Use Playwright as if it was a Selenium WebDriver
If you're using Selenium v4
- Install package
TomLonghurst.Selenium.PlaywrightWebDriver
If you're using Selenium v3
- Install package
TomLonghurst.Selenium.V3.PlaywrightWebDriver
As per the playwright instructions, you need to run the playwright install script to install browser binaries and such:
pwsh bin/Debug/netX/playwright.ps1 install
This can be achieved in C# by something similar to:
Process.Start(new ProcessStartInfo("pwsh")
{
Arguments = "playwright.ps1 install",
WorkingDirectory = Environment.CurrentDirectory
})!.WaitForExit();
Anywhere you are using concrete types (e.g. ChromeWebDriver
), change them to the IWebDriver
interface
Then just create a PlaywrightWebDriver
and use that!
await using var driver = await PlaywrightWebDriver.CreateAsync();
driver.Url = "https://www.tomlonghurst.com";
driver.FindElement(By.ClassName("logo__img")).Click();
The static Create/CreateAsync
methods can take the Playwright BrowserTypeLaunchOptions
and BrowserNewContextOptions
if you want to customise things like browser type, proxys, mobile emulation, etc.
Your PlaywrightWebDriver
will also expose the underlying instances of IPlaywright
, IBrowser
and IBrowserContext
if you need to use/manipulate those objects for any specific reason.
I've come across lots of code bases where there are old, large test suites written in Selenium. These are important for confirming the health of a system, so we can't just delete them. But it'd also be a lot of work to migrate/convert them all.
Selenium supports different WebDrivers through the IWebDriver
contract interface. So I thought, is it possible for me to map the Playwright APIs to the Selenium APIs? If we adhere to that interface, we could just drop in a Playwright driver, and we're not actually using the Selenium tech stack anymore.
What's wrong with Selenium anyway? If you're not experiencing any problems, then great. But here's some things I've experienced:
- It's not asynchronous - So extra pressure on the thread pool. (I know this package isn't either, due to the
IWebDriver
interface, but if this does help you migrate, then you'll be in an async Playwright world!) - It's slow
- Spawning new browser instances just randomly crashes sometimes with unknown errors, or port problems, or connectivity problems
- Waiting for elements/pages is flaky
- Just random "UNKNOWN_ERROR" exceptions!?
- The parameters, arguments and objects returned by
ExecuteScript
may be different, and so your code surrounding scripts may need to be tweaked - Alerts auto dismiss. So
Alert.Accept()
orAlert.Dismiss()
don't actually do anything.Alert.SendKeys(text)
is not supported. - The
WebDriver.Manage().Network
functionality has not been implemented - The
WebDriver.Manage().Logs
functionality has not been implemented - Sync-over-async. Playwright is async, but Selenium is not. So this was necessary to adhere to the
IWebDriver
interface. This means that this may be slower than a pure playwright solution due to more pressure on the thread pool. There's also always the risk of sync-over-async deadlocks. As such, this package is recommended as a migration strategy, and you should migrate to the pure playwright API if/when possible.
You can start using Playwright selectors even with the Selenium APIs. Instead of using the By.Id(...) class, you can use the PlaywrightBy.Selector(...) class. You can pass this in anywhere you'd pass in a normal By object!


(What you are asked to do)
Copy out, from the data, each line containing the string "with".

┄┄┄┄┄┄┄┄┄┄┄┄┄┄┄┄┄┄┄┄

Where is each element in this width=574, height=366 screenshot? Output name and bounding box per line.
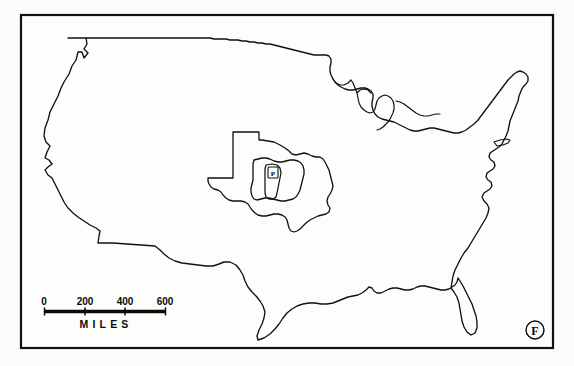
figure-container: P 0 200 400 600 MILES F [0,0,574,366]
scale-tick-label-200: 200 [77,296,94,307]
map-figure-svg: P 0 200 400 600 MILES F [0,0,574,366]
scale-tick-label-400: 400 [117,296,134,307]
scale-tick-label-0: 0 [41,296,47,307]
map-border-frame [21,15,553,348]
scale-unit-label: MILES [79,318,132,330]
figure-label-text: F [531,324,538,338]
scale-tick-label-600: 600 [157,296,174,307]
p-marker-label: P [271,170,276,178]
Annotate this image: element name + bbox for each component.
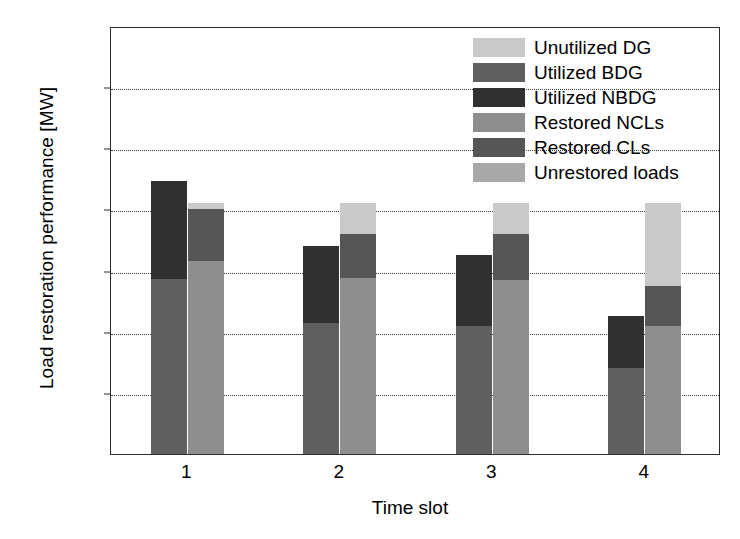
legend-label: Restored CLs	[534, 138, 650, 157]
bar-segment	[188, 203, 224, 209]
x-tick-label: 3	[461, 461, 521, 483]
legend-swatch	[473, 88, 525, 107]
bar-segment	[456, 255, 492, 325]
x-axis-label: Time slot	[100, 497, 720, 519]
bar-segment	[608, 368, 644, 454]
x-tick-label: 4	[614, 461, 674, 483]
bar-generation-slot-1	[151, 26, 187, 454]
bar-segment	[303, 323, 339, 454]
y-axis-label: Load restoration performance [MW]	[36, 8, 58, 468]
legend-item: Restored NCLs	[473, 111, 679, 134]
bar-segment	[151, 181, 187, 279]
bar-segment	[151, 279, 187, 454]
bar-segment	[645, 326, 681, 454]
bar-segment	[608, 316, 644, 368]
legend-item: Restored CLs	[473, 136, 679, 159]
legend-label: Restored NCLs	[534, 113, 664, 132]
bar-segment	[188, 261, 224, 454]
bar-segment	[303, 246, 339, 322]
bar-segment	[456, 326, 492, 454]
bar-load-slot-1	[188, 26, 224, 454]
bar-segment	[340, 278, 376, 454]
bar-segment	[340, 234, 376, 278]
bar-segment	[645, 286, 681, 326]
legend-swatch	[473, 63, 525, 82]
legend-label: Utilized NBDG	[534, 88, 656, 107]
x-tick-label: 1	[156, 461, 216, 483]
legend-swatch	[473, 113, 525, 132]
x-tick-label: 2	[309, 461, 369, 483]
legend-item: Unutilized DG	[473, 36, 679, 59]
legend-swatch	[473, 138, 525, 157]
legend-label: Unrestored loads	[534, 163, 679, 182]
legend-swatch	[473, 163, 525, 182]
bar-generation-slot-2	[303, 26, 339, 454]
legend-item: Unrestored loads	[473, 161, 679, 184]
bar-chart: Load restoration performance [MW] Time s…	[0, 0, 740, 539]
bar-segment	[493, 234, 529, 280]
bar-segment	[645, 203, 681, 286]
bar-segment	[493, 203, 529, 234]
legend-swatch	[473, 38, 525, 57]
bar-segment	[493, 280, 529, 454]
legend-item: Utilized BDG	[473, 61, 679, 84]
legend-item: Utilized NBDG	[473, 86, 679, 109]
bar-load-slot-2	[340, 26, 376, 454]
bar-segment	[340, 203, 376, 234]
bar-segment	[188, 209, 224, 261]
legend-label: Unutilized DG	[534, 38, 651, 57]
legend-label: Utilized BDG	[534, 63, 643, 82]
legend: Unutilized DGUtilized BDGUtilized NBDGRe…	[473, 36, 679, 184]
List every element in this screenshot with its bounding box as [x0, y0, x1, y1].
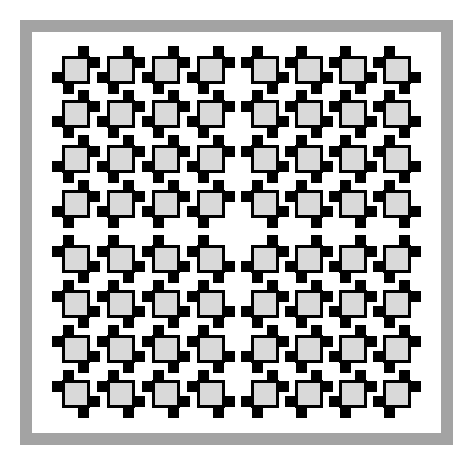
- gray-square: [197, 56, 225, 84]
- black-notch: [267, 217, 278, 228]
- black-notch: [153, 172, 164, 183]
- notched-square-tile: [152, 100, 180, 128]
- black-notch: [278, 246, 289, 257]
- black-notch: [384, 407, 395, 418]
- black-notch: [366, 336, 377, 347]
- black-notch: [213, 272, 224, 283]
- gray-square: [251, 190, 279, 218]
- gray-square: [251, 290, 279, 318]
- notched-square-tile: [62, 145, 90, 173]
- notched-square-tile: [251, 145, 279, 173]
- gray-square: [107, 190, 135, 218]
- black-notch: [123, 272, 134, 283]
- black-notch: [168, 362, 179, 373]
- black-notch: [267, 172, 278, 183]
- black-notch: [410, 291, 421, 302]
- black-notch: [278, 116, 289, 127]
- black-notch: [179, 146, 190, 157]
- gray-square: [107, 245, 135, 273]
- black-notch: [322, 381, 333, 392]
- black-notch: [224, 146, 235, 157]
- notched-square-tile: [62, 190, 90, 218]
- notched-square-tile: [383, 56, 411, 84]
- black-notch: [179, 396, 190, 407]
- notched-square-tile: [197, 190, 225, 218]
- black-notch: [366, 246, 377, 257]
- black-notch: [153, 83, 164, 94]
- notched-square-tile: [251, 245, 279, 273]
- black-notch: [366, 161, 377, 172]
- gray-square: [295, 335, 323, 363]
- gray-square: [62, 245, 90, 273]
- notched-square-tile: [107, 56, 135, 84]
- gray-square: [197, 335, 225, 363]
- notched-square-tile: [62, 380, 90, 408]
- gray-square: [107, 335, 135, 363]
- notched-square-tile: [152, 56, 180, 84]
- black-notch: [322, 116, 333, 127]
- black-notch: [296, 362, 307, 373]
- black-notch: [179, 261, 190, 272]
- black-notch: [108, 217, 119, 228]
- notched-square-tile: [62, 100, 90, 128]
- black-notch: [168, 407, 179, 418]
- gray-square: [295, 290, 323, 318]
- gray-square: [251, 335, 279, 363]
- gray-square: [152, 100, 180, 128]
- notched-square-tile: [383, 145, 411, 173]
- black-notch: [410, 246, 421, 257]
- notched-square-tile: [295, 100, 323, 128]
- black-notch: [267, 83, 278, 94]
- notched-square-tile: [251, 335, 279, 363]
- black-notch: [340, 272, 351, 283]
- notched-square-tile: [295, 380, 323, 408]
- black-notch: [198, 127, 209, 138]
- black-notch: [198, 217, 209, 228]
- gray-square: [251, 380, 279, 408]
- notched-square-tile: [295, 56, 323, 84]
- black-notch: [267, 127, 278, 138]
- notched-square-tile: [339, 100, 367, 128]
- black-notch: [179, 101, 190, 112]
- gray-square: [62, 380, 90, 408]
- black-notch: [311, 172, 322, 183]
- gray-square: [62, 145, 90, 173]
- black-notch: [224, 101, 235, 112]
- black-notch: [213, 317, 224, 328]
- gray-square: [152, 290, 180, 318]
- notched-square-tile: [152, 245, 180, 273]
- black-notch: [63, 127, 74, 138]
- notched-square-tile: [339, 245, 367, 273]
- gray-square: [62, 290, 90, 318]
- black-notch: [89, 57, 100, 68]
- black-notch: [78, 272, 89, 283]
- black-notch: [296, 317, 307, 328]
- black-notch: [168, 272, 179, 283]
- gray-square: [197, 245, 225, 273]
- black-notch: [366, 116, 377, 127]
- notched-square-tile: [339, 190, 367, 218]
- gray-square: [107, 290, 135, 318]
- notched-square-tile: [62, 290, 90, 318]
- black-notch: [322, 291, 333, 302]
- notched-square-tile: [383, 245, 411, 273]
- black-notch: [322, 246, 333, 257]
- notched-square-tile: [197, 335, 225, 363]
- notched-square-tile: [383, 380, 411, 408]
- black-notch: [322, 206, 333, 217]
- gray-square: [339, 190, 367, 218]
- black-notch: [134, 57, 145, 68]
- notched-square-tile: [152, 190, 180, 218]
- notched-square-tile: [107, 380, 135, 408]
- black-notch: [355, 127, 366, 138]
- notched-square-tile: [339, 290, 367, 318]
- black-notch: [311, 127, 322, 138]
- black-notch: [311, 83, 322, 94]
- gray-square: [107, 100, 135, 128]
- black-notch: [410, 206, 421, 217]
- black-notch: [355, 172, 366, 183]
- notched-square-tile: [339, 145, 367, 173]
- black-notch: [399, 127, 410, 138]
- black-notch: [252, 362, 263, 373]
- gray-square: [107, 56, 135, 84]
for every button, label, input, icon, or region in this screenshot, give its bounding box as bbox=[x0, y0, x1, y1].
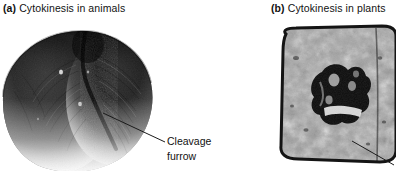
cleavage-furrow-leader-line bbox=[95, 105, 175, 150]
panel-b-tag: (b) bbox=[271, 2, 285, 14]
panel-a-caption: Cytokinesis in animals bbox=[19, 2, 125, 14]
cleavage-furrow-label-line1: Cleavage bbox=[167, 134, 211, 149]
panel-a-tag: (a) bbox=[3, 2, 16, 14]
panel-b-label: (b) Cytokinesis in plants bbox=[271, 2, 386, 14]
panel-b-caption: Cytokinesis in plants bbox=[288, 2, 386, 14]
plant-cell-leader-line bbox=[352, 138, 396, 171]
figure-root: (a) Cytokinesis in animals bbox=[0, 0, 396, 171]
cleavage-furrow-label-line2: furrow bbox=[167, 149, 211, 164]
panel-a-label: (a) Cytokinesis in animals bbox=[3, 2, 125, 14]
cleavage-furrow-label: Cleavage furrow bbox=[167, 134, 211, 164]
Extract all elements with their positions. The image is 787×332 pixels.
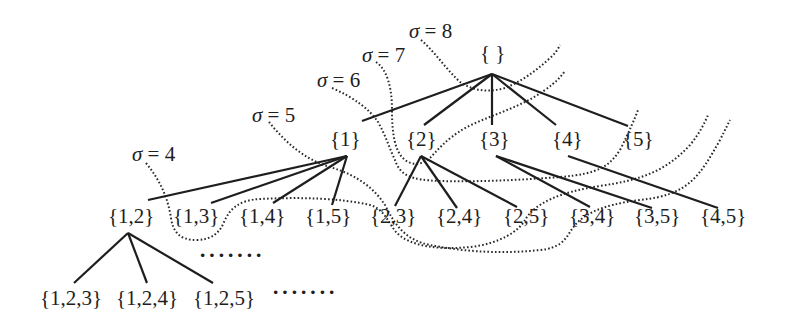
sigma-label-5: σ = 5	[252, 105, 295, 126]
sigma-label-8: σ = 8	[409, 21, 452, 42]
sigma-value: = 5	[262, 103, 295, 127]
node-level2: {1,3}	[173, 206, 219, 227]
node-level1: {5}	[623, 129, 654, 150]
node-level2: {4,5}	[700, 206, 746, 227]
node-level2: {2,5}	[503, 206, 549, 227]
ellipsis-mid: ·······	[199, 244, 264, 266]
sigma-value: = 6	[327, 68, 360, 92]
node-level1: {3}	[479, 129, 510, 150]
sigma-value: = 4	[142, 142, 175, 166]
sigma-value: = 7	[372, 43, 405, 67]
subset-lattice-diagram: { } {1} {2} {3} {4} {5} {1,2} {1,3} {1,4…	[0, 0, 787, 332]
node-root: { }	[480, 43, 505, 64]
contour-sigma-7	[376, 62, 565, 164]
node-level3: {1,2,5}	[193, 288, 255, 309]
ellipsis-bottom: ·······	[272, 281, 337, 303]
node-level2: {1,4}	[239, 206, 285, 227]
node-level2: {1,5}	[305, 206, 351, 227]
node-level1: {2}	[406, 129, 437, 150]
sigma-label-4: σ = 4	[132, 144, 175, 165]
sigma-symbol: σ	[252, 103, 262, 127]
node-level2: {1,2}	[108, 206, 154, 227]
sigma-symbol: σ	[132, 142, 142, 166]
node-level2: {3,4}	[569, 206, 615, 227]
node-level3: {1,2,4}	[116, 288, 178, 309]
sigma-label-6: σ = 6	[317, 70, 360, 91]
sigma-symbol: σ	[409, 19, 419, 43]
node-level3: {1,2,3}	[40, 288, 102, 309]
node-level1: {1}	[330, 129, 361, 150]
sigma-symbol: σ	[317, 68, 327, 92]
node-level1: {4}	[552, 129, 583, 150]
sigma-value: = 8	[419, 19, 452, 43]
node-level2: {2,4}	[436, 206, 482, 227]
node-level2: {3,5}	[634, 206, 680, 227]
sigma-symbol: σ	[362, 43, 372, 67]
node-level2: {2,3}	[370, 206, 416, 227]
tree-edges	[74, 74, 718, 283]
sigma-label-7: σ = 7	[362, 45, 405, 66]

┄┄┄┄┄┄┄┄┄┄┄┄┄┄┄┄┄┄┄┄

(Task output)
List every element in this screenshot with its bounding box as [x0, y0, x1, y1].
Extract all elements with their positions. The image is 787×332 pixels.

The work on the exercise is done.